====== Information supplied
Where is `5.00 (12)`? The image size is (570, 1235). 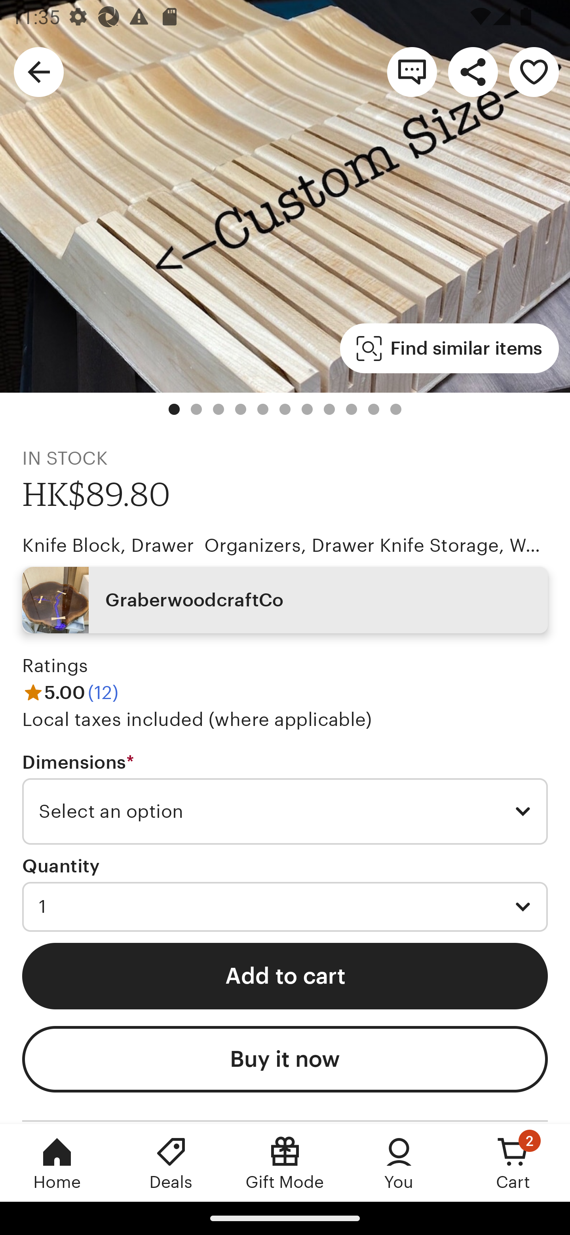 5.00 (12) is located at coordinates (70, 693).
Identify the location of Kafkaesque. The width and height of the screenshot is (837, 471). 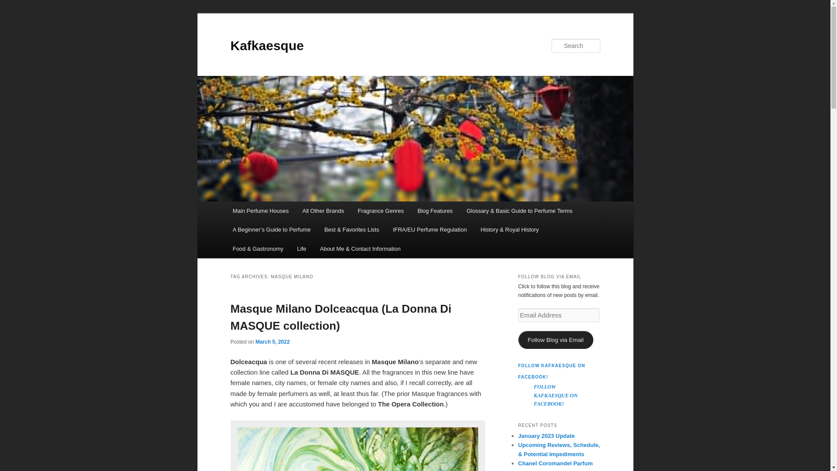
(267, 45).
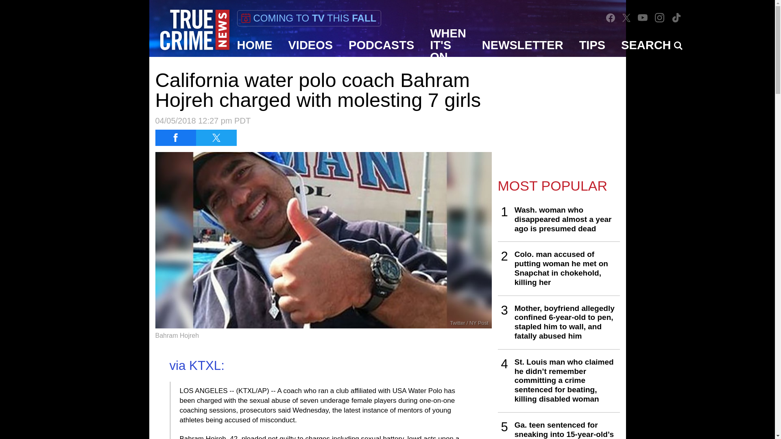 The width and height of the screenshot is (781, 439). What do you see at coordinates (660, 18) in the screenshot?
I see `Instagram` at bounding box center [660, 18].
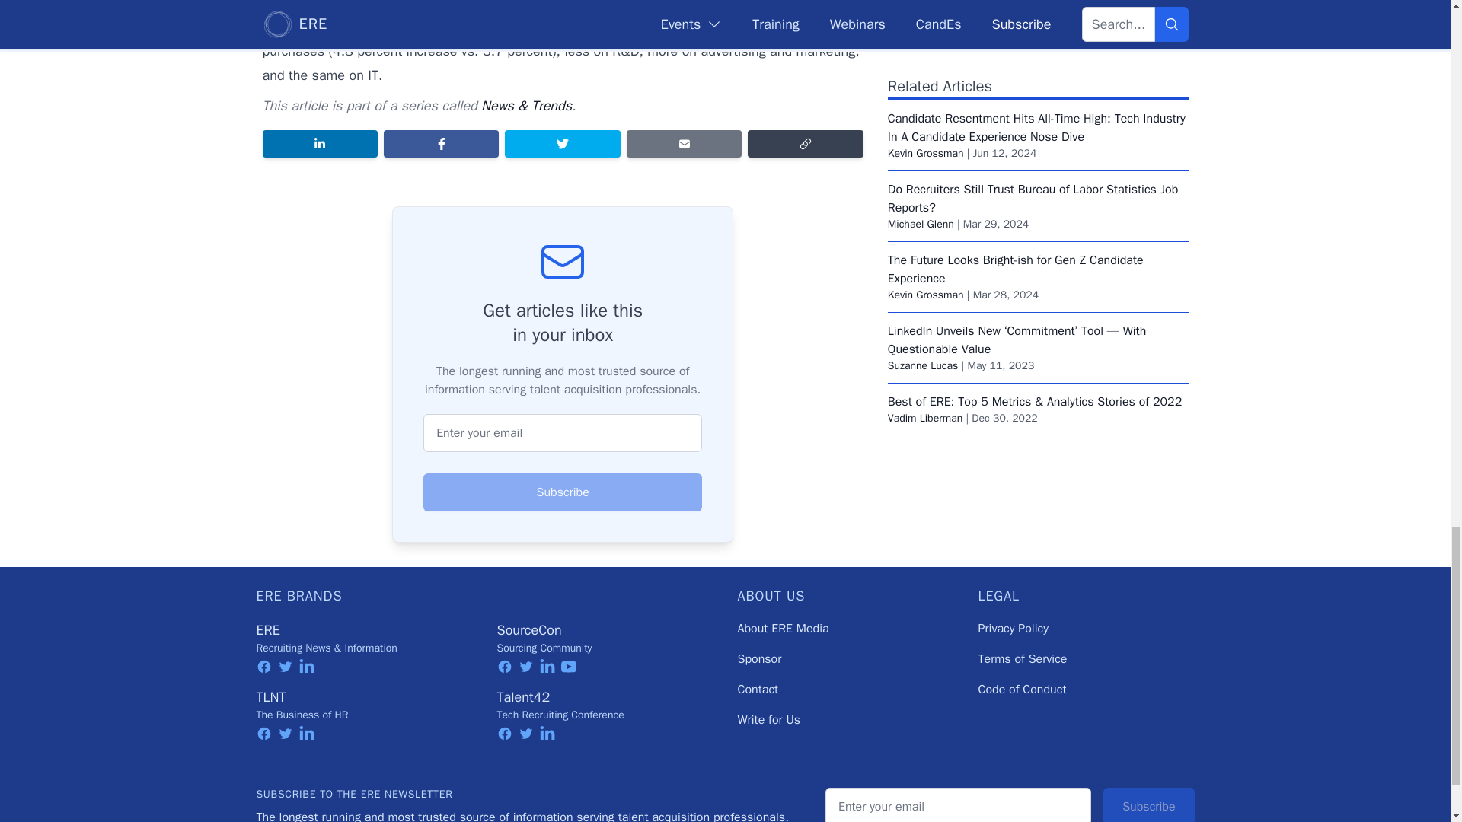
============
■ What the task asks:
Quote, please, only the lines running from the one with "Identify the location" down to the final line of the data above, keeping both ends and skipping the pictures.

■ Exercise result:
Identify the location of Kafkaesque. The width and height of the screenshot is (837, 471). 
(267, 45).
 The width and height of the screenshot is (781, 439). What do you see at coordinates (660, 18) in the screenshot?
I see `Instagram` at bounding box center [660, 18].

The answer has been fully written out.